Search Details

Word: cranes (lookup in dictionary) (lookup stats)
Dates: all
Sort By: most recent first (reverse)


Usage:

Illinois Congressman Philip M. Crane was in his office with the flags and the Lincoln busts a couple of months ago, and he was in the middle of a sentence when he decided he would run for President of the United States. He was, in fact, parrying the entreaties of a small group of friends and aides who wanted him to declare his candidacy. "I don't think that is the thing to do," he started to say, but before the last words were out, something clicked and he realized it was the thing to do. This fellow with...

Author: /time Magazine | Title: THE PRESIDENCY by HUGH SIDEY: Jack Armstrong Announces | 8/7/1978 | See Source »

...about the middle of this week, Republican Phil Crane, 47, history PhD., father of seven daughters and a son, Camel smoker, son of Chicago Columnist Dr. George W. Crane ("The Worry Clinic"), will announce that he is running. Jimmy Carter will not quake in his boots. Ronald Reagan will be mildly irritated, Gerald Ford will be amused, and Crane himself will wonder for at least four seconds what in the world he has done...

Author: /time Magazine | Title: THE PRESIDENCY by HUGH SIDEY: Jack Armstrong Announces | 8/7/1978 | See Source »

...Crane sees it, this nation's great wealth flowed from the Jeffersonian concept of the unalienable rights of man. Politics today has swung too far toward materialism and needs to re-emphasize our original purpose of sustaining the most just and humane society on earth. To Crane, that means helping the less fortunate but also glorying in unfettered opportunity...

Author: /time Magazine | Title: THE PRESIDENCY by HUGH SIDEY: Jack Armstrong Announces | 8/7/1978 | See Source »

...something of a Chicago Jack Armstrong. His compulsion to serve rises from a father who made him work for his spending money, pumped a little prairie poetry into his views and whetted his appetite to study history, which he did for eleven years. Crane had three brothers, all superachievers, two of whom are running for Congress this fall (the oldest, a Marine jet pilot, was killed in an exhibition flight). If this sounds familiar, rest assured television writers have already called the Cranes the "Kennedys of the Middle West...
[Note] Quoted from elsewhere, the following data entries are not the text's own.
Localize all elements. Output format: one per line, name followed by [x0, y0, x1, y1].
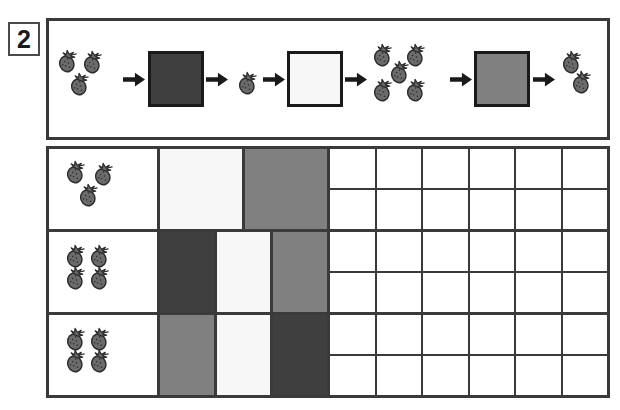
empty-answer-cell[interactable]: [563, 149, 608, 188]
empty-answer-cell[interactable]: [563, 190, 608, 229]
empty-subrow: [330, 315, 607, 356]
empty-answer-cell[interactable]: [377, 149, 424, 188]
arrow-right-icon: [531, 72, 557, 87]
sequence-step-4: [230, 64, 260, 94]
strawberry-group-4: [63, 243, 125, 301]
empty-answer-cell[interactable]: [516, 273, 563, 312]
strawberry: [88, 327, 112, 351]
empty-answer-cell[interactable]: [423, 232, 470, 271]
arrow-right-icon: [261, 72, 287, 87]
pattern-cell-white[interactable]: [217, 315, 274, 395]
strawberry: [56, 49, 80, 73]
empty-answer-cell[interactable]: [470, 315, 517, 354]
empty-answer-cell[interactable]: [563, 356, 608, 395]
strawberry-group-3: [63, 158, 135, 220]
exercise-number-text: 2: [17, 27, 31, 52]
strawberry: [88, 349, 112, 373]
empty-answer-cell[interactable]: [563, 232, 608, 271]
empty-answer-cell[interactable]: [377, 232, 424, 271]
worksheet-page: 2: [0, 0, 620, 410]
row-label-cell-1: [49, 149, 160, 229]
sequence-step-12: [557, 48, 601, 110]
pattern-cell-white[interactable]: [217, 232, 274, 312]
empty-answer-cell[interactable]: [516, 315, 563, 354]
empty-answer-cell[interactable]: [470, 149, 517, 188]
answer-grid: [46, 146, 610, 398]
empty-answer-cell[interactable]: [330, 190, 377, 229]
empty-answer-cell[interactable]: [330, 356, 377, 395]
empty-answer-cell[interactable]: [516, 232, 563, 271]
strawberry-icon: [88, 349, 112, 373]
empty-answer-cell[interactable]: [470, 190, 517, 229]
pattern-cell-dark[interactable]: [160, 232, 217, 312]
empty-answer-cell[interactable]: [330, 273, 377, 312]
empty-subrow: [330, 232, 607, 273]
strawberry: [404, 78, 428, 102]
strawberry: [68, 72, 92, 96]
grid-row: [49, 149, 607, 232]
pattern-cell-gray[interactable]: [245, 149, 327, 229]
strawberry-icon: [64, 266, 88, 290]
strawberry-icon: [64, 160, 88, 184]
arrow-right-icon: [121, 72, 147, 87]
empty-answer-cell[interactable]: [377, 273, 424, 312]
row-pattern-zone-3: [160, 315, 330, 395]
strawberry-icon: [88, 244, 112, 268]
gray-square: [474, 51, 530, 107]
strawberry: [81, 50, 105, 74]
empty-answer-cell[interactable]: [423, 315, 470, 354]
empty-answer-cell[interactable]: [423, 356, 470, 395]
strawberry-group-2: [557, 48, 601, 110]
row-pattern-zone-1: [160, 149, 330, 229]
empty-answer-cell[interactable]: [377, 315, 424, 354]
empty-answer-cell[interactable]: [563, 273, 608, 312]
empty-answer-cell[interactable]: [377, 356, 424, 395]
strawberry: [64, 266, 88, 290]
empty-answer-cell[interactable]: [516, 190, 563, 229]
strawberry-icon: [56, 49, 80, 73]
empty-answer-cell[interactable]: [330, 149, 377, 188]
empty-subrow: [330, 149, 607, 190]
strawberry-group-5: [370, 42, 448, 116]
empty-answer-cell[interactable]: [516, 149, 563, 188]
empty-answer-cell[interactable]: [470, 356, 517, 395]
strawberry: [570, 70, 594, 94]
pattern-cell-gray[interactable]: [273, 232, 327, 312]
strawberry: [88, 244, 112, 268]
strawberry-icon: [64, 244, 88, 268]
strawberry-icon: [570, 70, 594, 94]
empty-answer-cell[interactable]: [516, 356, 563, 395]
row-label-cell-2: [49, 232, 160, 312]
strawberry-icon: [371, 78, 395, 102]
arrow-right-icon: [448, 72, 474, 87]
grid-row: [49, 315, 607, 395]
strawberry: [88, 266, 112, 290]
empty-subrow: [330, 273, 607, 312]
empty-answer-cell[interactable]: [330, 315, 377, 354]
strawberry: [64, 349, 88, 373]
empty-answer-cell[interactable]: [423, 190, 470, 229]
row-empty-zone-2: [330, 232, 607, 312]
empty-answer-cell[interactable]: [423, 273, 470, 312]
empty-answer-cell[interactable]: [470, 232, 517, 271]
strawberry-icon: [236, 71, 260, 95]
empty-answer-cell[interactable]: [470, 273, 517, 312]
pattern-cell-white[interactable]: [160, 149, 245, 229]
row-empty-zone-1: [330, 149, 607, 229]
pattern-cell-dark[interactable]: [273, 315, 327, 395]
empty-answer-cell[interactable]: [563, 315, 608, 354]
row-berry-group: [63, 326, 125, 384]
strawberry-group-1: [230, 64, 260, 94]
strawberry-icon: [404, 78, 428, 102]
row-empty-zone-3: [330, 315, 607, 395]
empty-answer-cell[interactable]: [423, 149, 470, 188]
pattern-cell-gray[interactable]: [160, 315, 217, 395]
strawberry: [236, 71, 260, 95]
grid-row: [49, 232, 607, 315]
strawberry: [64, 244, 88, 268]
empty-answer-cell[interactable]: [377, 190, 424, 229]
white-square: [287, 51, 343, 107]
empty-answer-cell[interactable]: [330, 232, 377, 271]
sequence-step-0: [55, 46, 121, 112]
strawberry: [64, 327, 88, 351]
Author: /time Magazine | Title: THE PRESIDENCY by HUGH SIDEY: Jack Armstrong Announces | 8/7/1978 | See Source »

...Crane's view of the presidency is somewhat unusual. George Washington is the President he most admires because in an age of many more brilliant men, Washington dominated by force of character, then walked away from power with ease. Crane pays special tribute to Grover Cleveland because Cleveland "had a unique understanding of the impact of soft money on wage earners" and discerned the evils of the era's trade protectionism. If Presidents are judged by what they achieved as measured against their stated objectives, says Crane, then James K. Polk, who vowed to acquire California, settle...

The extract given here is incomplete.